The way you actually want to solve this is with competition, not rigid rules and onerous fines. If someone is always having breakdowns then they get bad rating, customers can see that when choosing and then opt for a different driver that costs slightly more -- but only if the cost is worth the difference to them. Maybe it's worth $2 for the difference between two stars and five but it isn't worth $50 for the difference between 4.7 and 4.8. Either way you shouldn't be deciding for people, you should be giving them the choice.
That's true, however we must also keep in mind that Uber (and alikes) happened because regular institutions failed to do this for some reason or another. I won't try to speculate why, because I have no idea (and of course it looks obvious in the hindsight).
There was a demand for safer and more reliable taxis. There was not enough supply for that. Government haven't paid enough attention to the sector. So, naturally, someone came and used that whole situation to provide supply for this demand.
Of course it's not this simple, and there were a lot of other things going on.
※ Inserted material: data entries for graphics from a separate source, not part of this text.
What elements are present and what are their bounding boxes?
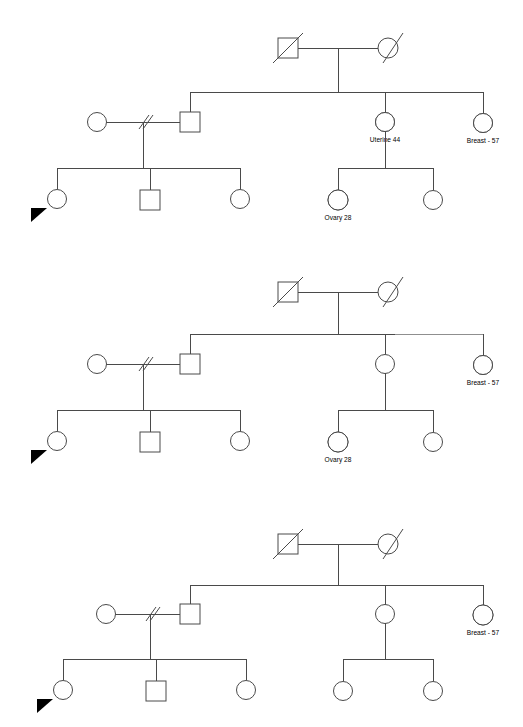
- symbol-grandchild-male[interactable]: [140, 190, 160, 210]
- symbol-grandchild-proband-female-3[interactable]: [54, 681, 73, 700]
- proband-arrow-icon-2: [31, 450, 47, 464]
- symbol-grandchild-proband-female[interactable]: [48, 190, 67, 209]
- pedigree-panel-2: Breast - 57 Ovary 28: [31, 277, 499, 464]
- proband-arrow-icon-3: [37, 699, 53, 713]
- symbol-grandchild-female-3b[interactable]: [237, 681, 256, 700]
- symbol-outline-daughter-breast-2: [474, 356, 493, 375]
- pedigree-canvas: Uterine 44 Breast - 57 Ovary 28: [0, 0, 523, 727]
- symbol-son-male[interactable]: [180, 112, 200, 132]
- symbol-grandchild-female-2[interactable]: [424, 191, 443, 210]
- symbol-grandchild-female-3c[interactable]: [334, 682, 353, 701]
- symbol-son-partner-female-3[interactable]: [97, 605, 116, 624]
- pedigree-panel-1: Uterine 44 Breast - 57 Ovary 28: [31, 33, 499, 222]
- pedigree-diagram: Uterine 44 Breast - 57 Ovary 28: [0, 0, 523, 727]
- label-grandchild-ovary-2: Ovary 28: [325, 456, 352, 464]
- label-daughter-breast-2: Breast - 57: [467, 379, 500, 386]
- symbol-son-male-3[interactable]: [180, 604, 200, 624]
- symbol-outline-daughter-breast: [474, 114, 493, 133]
- symbol-son-partner-female-2[interactable]: [88, 355, 107, 374]
- symbol-grandchild-proband-female-2[interactable]: [48, 432, 67, 451]
- symbol-son-partner-female[interactable]: [88, 113, 107, 132]
- label-grandchild-ovary: Ovary 28: [325, 214, 352, 222]
- symbol-son-male-2[interactable]: [180, 354, 200, 374]
- pedigree-panel-3: Breast - 57: [37, 529, 499, 713]
- symbol-outline-grandchild-ovary-2: [328, 432, 348, 452]
- symbol-daughter-unaffected-female-3[interactable]: [376, 605, 395, 624]
- symbol-grandchild-female-2b[interactable]: [231, 432, 250, 451]
- symbol-outline-grandchild-ovary: [328, 190, 348, 210]
- symbol-grandchild-female[interactable]: [231, 190, 250, 209]
- proband-arrow-icon: [31, 208, 47, 222]
- symbol-grandchild-male-3[interactable]: [146, 681, 166, 701]
- symbol-grandchild-male-2[interactable]: [140, 432, 160, 452]
- symbol-outline-daughter-uterine: [376, 113, 395, 132]
- symbol-grandchild-female-3d[interactable]: [424, 682, 443, 701]
- symbol-grandchild-female-2c[interactable]: [424, 433, 443, 452]
- label-daughter-breast: Breast - 57: [467, 137, 500, 144]
- label-daughter-breast-3: Breast - 57: [467, 629, 500, 636]
- symbol-outline-daughter-breast-3: [473, 605, 493, 625]
- symbol-daughter-unaffected-female-2[interactable]: [376, 355, 395, 374]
But if we narrow the scope down to just this, then we can see that the core problem here wasn't Uber, it was that that governments were too slow to react in time.
The solution to the pre-Uber state of the taxi industry would be to actually have the regulations authorities enforce the regulation. But it seems across the Western world that having regulations authorities do their job and regulate is like the devil and holy water.
Additionally, in some cases the regulations themselves were crap.
In NYC, it was (is?) against the law to hail a black car on the street, even if they were sitting there ready willing and able to drive you, because the taxi cartel got _regulations_ to make it that way.
That's precisely what I meant with "in some cases the regulations themselves were crap". But that doesn't imply the idea of regulation is bad - it is saying that maybe voters should make their voice clear to lawmakers and parties to get stuff changed. Regulation can only be as good or bad as the voters allow it to be.